> Task item: After locating the line that holds "pyautogui.click(x=<x>, y=<y>)", copy that line and all that follow it word for word through the end of the data, with no pictures.

> Collection entries:
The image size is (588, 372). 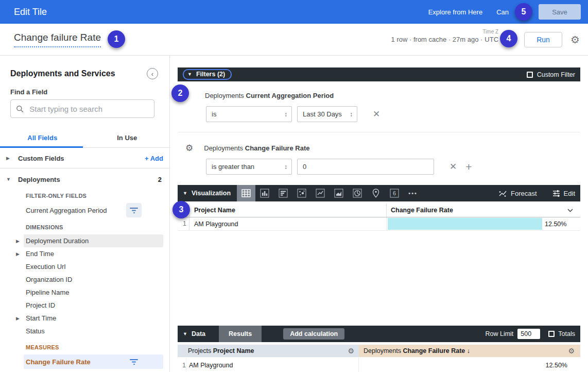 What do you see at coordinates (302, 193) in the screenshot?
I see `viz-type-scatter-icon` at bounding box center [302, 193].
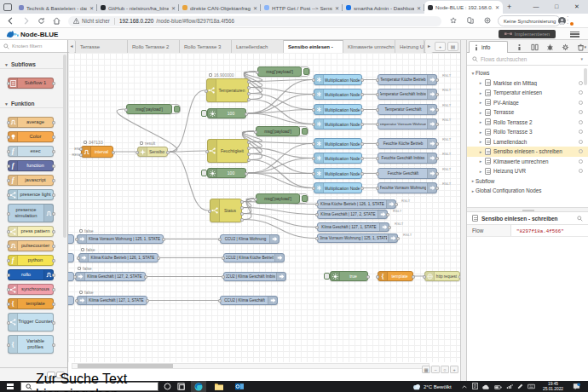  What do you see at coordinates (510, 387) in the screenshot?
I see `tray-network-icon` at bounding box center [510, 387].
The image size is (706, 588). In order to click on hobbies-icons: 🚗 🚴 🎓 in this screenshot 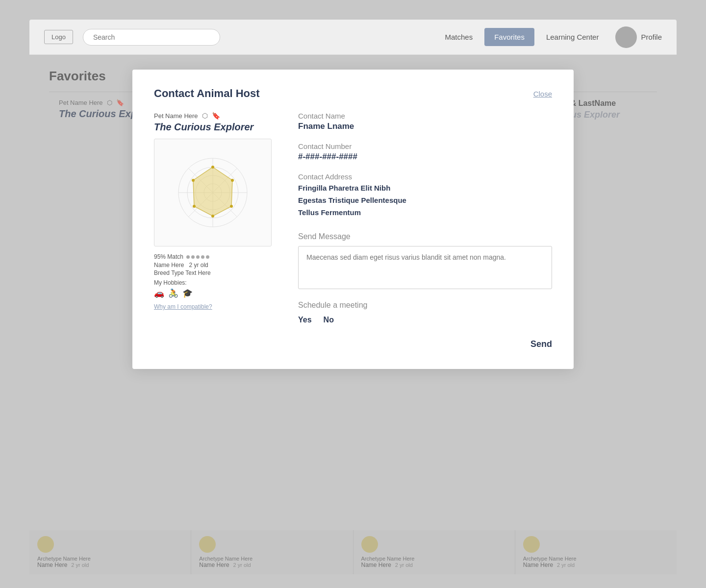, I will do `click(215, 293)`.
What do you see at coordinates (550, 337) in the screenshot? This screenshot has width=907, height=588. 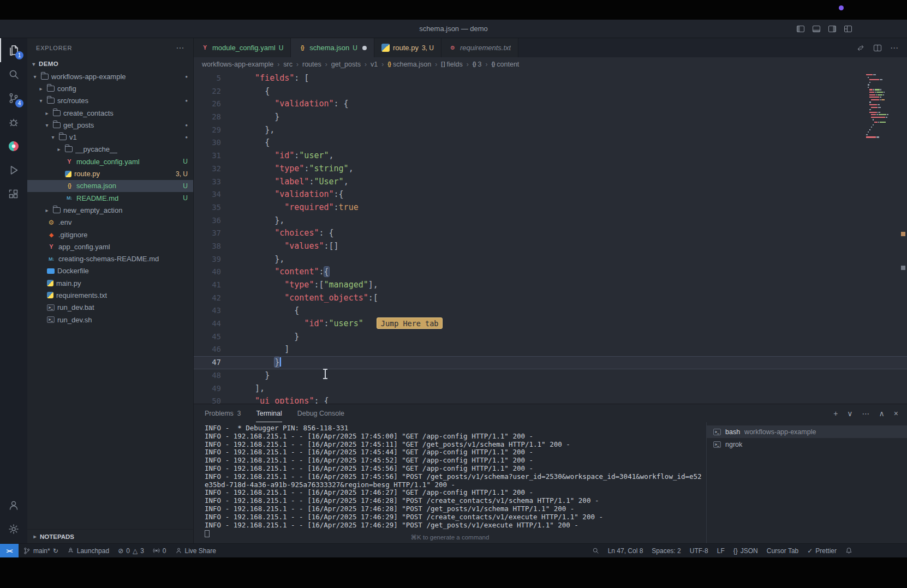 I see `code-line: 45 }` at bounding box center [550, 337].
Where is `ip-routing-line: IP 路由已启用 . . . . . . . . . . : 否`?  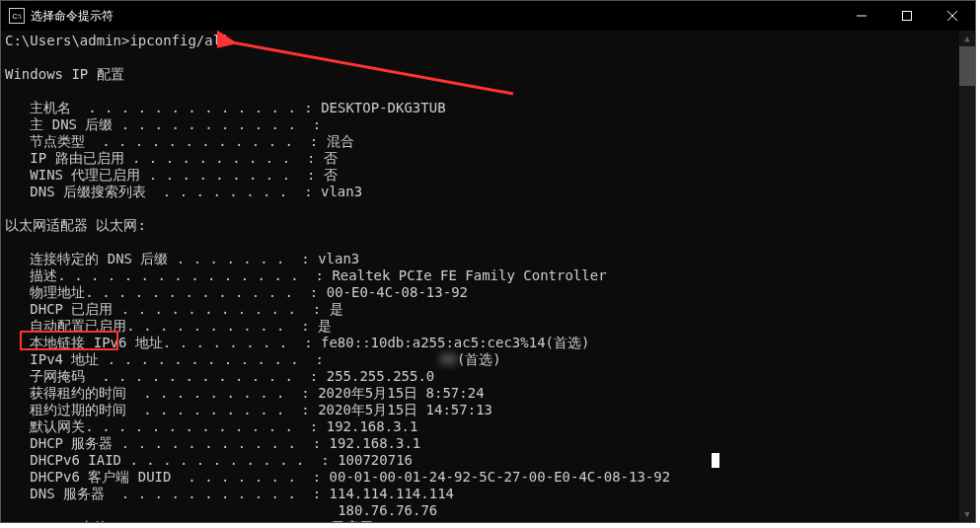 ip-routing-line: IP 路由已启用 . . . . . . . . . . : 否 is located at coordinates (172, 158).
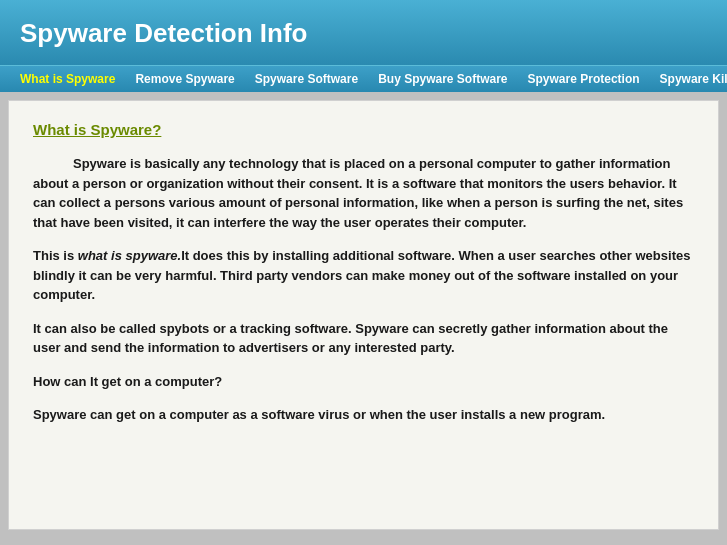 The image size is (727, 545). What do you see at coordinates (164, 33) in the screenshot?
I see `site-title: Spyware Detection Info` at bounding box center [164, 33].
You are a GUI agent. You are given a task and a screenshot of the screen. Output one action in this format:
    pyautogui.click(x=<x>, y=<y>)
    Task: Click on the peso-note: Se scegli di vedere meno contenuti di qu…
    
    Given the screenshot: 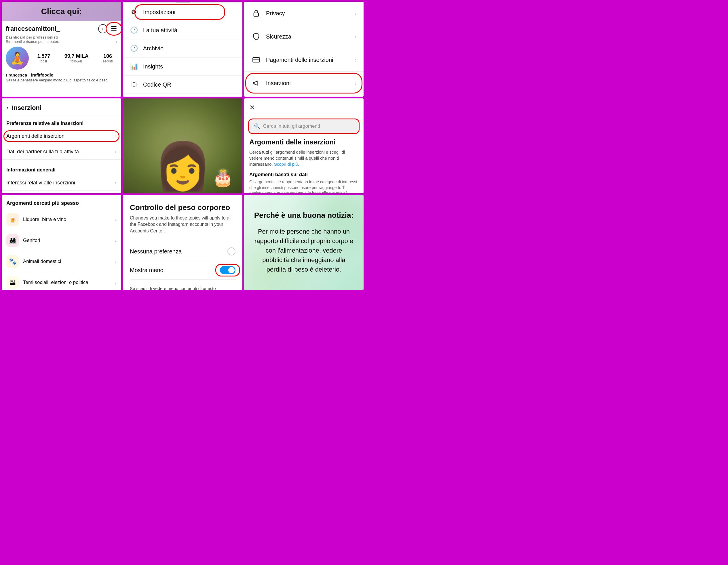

> Response for this exercise:
    pyautogui.click(x=<x>, y=<y>)
    Task: Click on the peso-note: Se scegli di vedere meno contenuti di qu…
    
    Given the screenshot: 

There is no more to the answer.